Wednesday, May 5, 2010

Shooting Stars

I have a very vivid memory of laying next to the lake with you at night, hearing the small waves - really nothing more than ripples - lap just beyond our bare toes. We were whispering secrets to each other and counting shooting stars. We were exploring the wondrous souls of each other. I think at the time, I believed we were, on the one hand, causing the stars to fly across the sky, and, on the other hand, somehow being chosen to witness them. I felt we were powerful enough to move the stars, and entirely special enough to be seeing them in all their glory. There was magic within and around us.

The dew saturated our shirts, and I shivered from the brisk night air. We held hands. The counting and the searching and the waiting was like an addiction. I just wanted to stay for one more shooting star. That one, the next one, the one I had yet to see, would carry all my wishes across the night sky and land them in my lap. Of this I felt sure. Optimism? Superstition? Naivete?

That was a long long time ago, and now I sleep in the same bed with you every night. Though every once in a while (like, say, this afternoon) I feel that the magic that was so alive burned up in its flight to Earth, most days I feel certain that my wishes were truly granted. Because here we are together still.

Wednesday, March 17, 2010

Roots

The roots of the old maple in front of her happy yellow house rise right up from the ground and expose themselves. They render the sidewalk more dangerous than the street, causing great waves of cement to go spilling every which way. They bubble up from beneath the surface, claiming their space despite all efforts to conceal them.

Sometimes she'd stare at those roots from inside her home and curse them. "That sidewalk would be so pleasant if you weren't so damn stubborn," she'd think. "I could teach William to ride his bike." She'd imagine them slipping noiselessly back into the Earth, each crack sealing itself perfectly with the retreat. She'd think how nice and right it would be if only the tree were showing, and not those mounds of disturbed ground huddled at the base like anacondas. She hated the roots.

The tree rises up in great glory. It brings brilliant hues from emerald to crimson, it offers a hint of privacy from the curious passers by, and it offers the children shade for their lemonade stands. But the notion that roots are meant to be forever hidden below the surface is proven preposterous by that tree.

Saturday, January 2, 2010

Eyes

When she was a little girl, trying to go to sleep in the log cabin became nothing short of torture. Her bedroom was cozy enough, with the Hansel and Gretel lamp by her bed, the ruffled curtains. She had a cup of water placed with care on her nightside table. She'd been tucked in sweetly by her parents, kissed lovingly on the top of the head. They whispered, "Pleasant dreams, honey..."

But as soon as she was alone in her room, the eyes in the wood began to watch her. Each log had several pairs of unfriendly, judging eyes looking right into her soul. They emerged from the knots in the pine. She'd slam her eyes shut and refuse to give them anything to see, anything to mock. But then, as if to prove her powerless, they'd crawl back in, this time in red from behind her tighly closed eyelids.

The eyes. They'd float as if on an ocean wave into her own mind's eye, and watch her. They were in the stars, under the blankets. They were in every passing car, imbedded in every tree branch, and they peered out from tiny babies. They saw her very soul, and she couldn't escape them.

Later, in her teens, she'd learn too late that the neighborhood boys had been peeking through the gap between her pink pull-down shade and her windowsill while she got ready for bed. She felt shame at the thought of them huddled outside in the darkening evening, eyes carefully watching her sing at her naked reflection in the full length mirror on her closet door. She'd been rehearsing for the moment when her fame might come to fruition, and she'd thought she was all alone with her big dreams. The eyes had come back for her though, only this time they had mouths and fist pumps and story-telling and laughing whole selves attached to them. They weren't just eyes in the knots in the pine this time.

Now as an adult, she sees eyes all around her, and she's begun to wonder at the possibility of all alone.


• WHAT YOU NEED TO DO
Skip all pictures; return exactly the lines from the one containing "Show the detection" through the end of the data.

• DATA EXTRACT
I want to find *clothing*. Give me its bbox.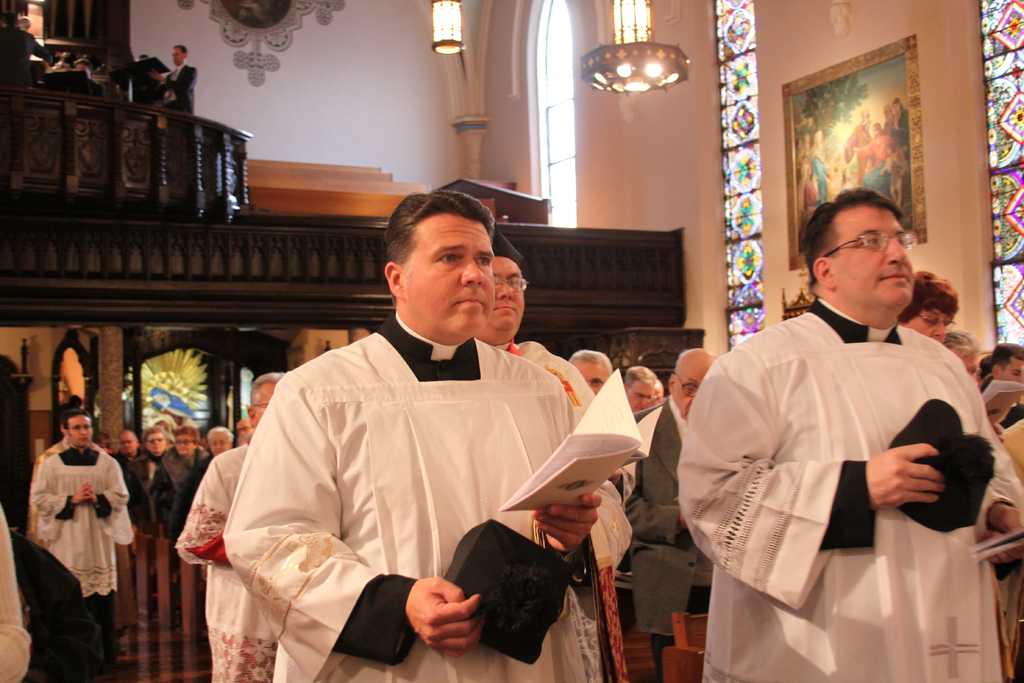
(left=168, top=441, right=273, bottom=682).
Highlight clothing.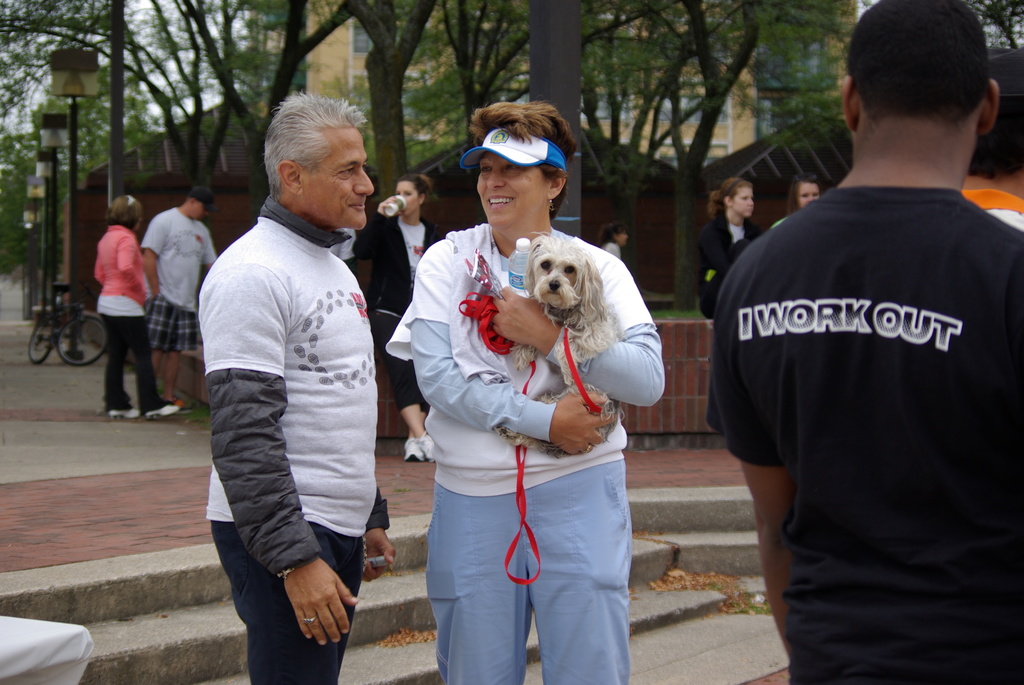
Highlighted region: [961,187,1023,232].
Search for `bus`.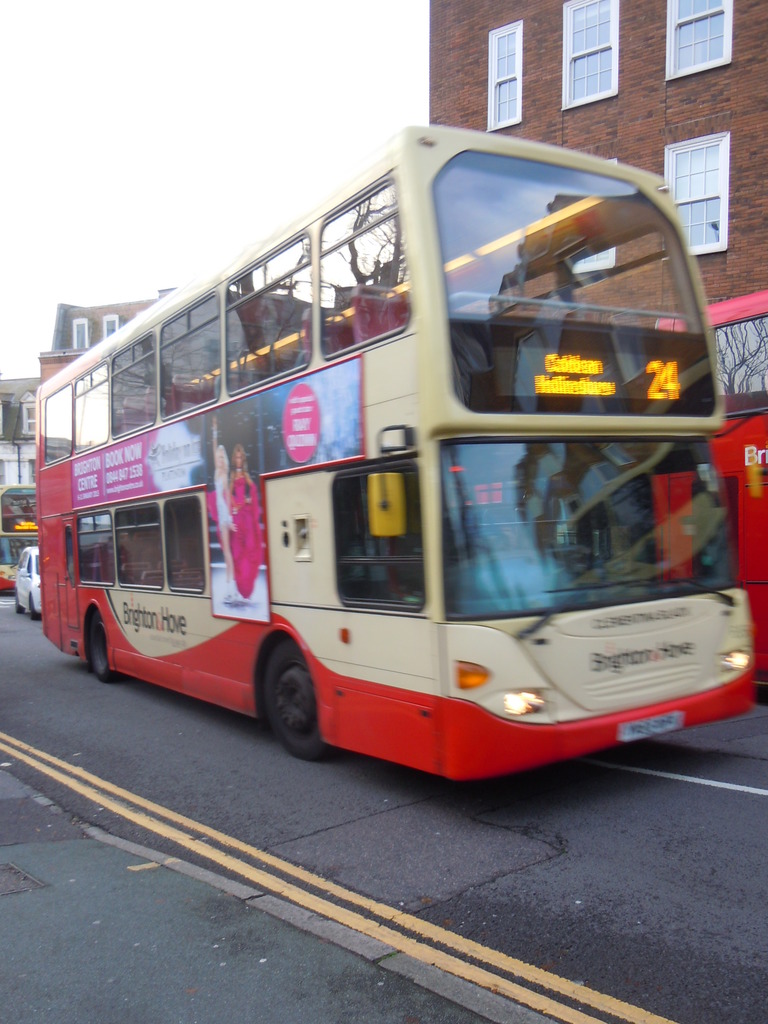
Found at [0, 480, 36, 590].
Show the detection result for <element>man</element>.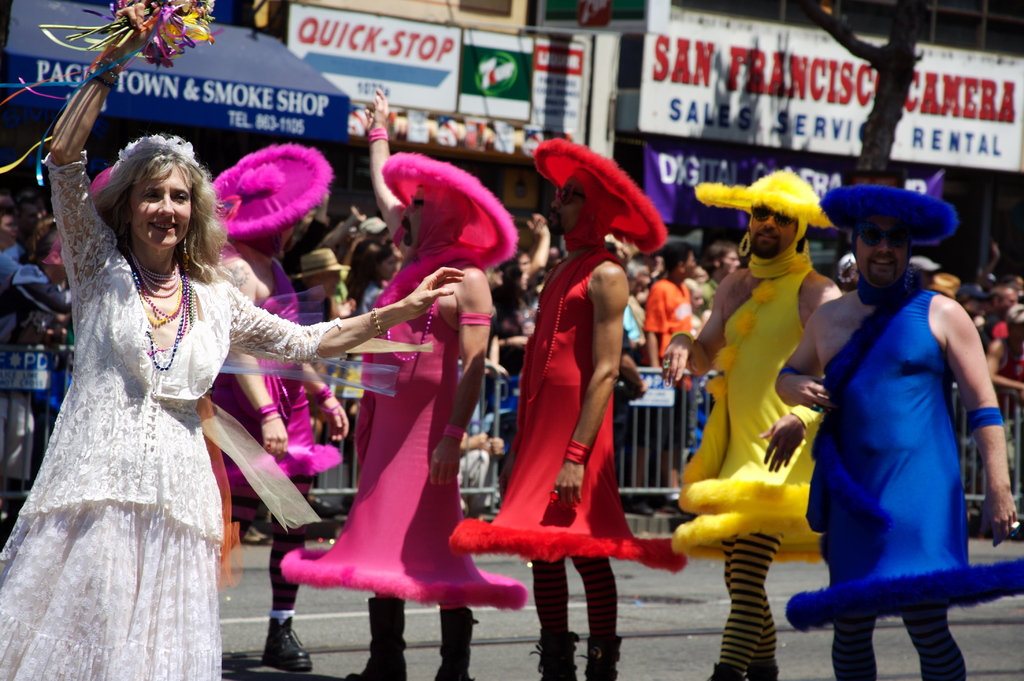
pyautogui.locateOnScreen(661, 168, 850, 680).
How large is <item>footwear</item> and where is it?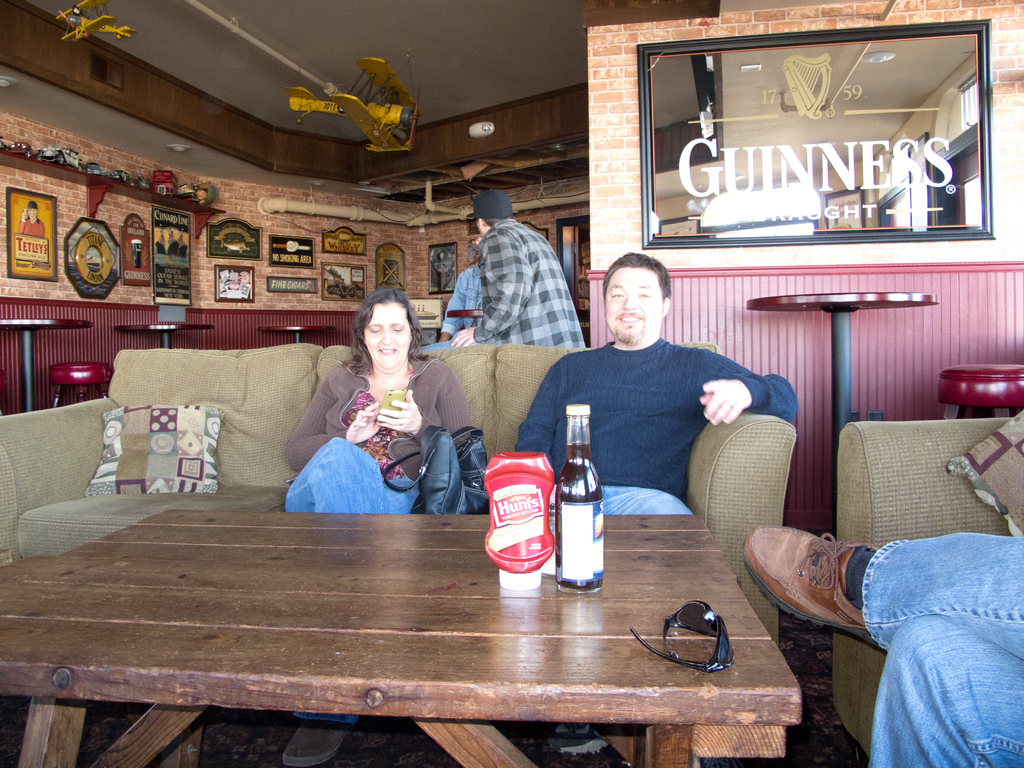
Bounding box: bbox=[278, 722, 349, 767].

• EXERCISE RESULT
Show the detection result for <element>man</element>.
pyautogui.locateOnScreen(661, 168, 850, 680).
How large is <item>footwear</item> and where is it?
Bounding box: bbox=[278, 722, 349, 767].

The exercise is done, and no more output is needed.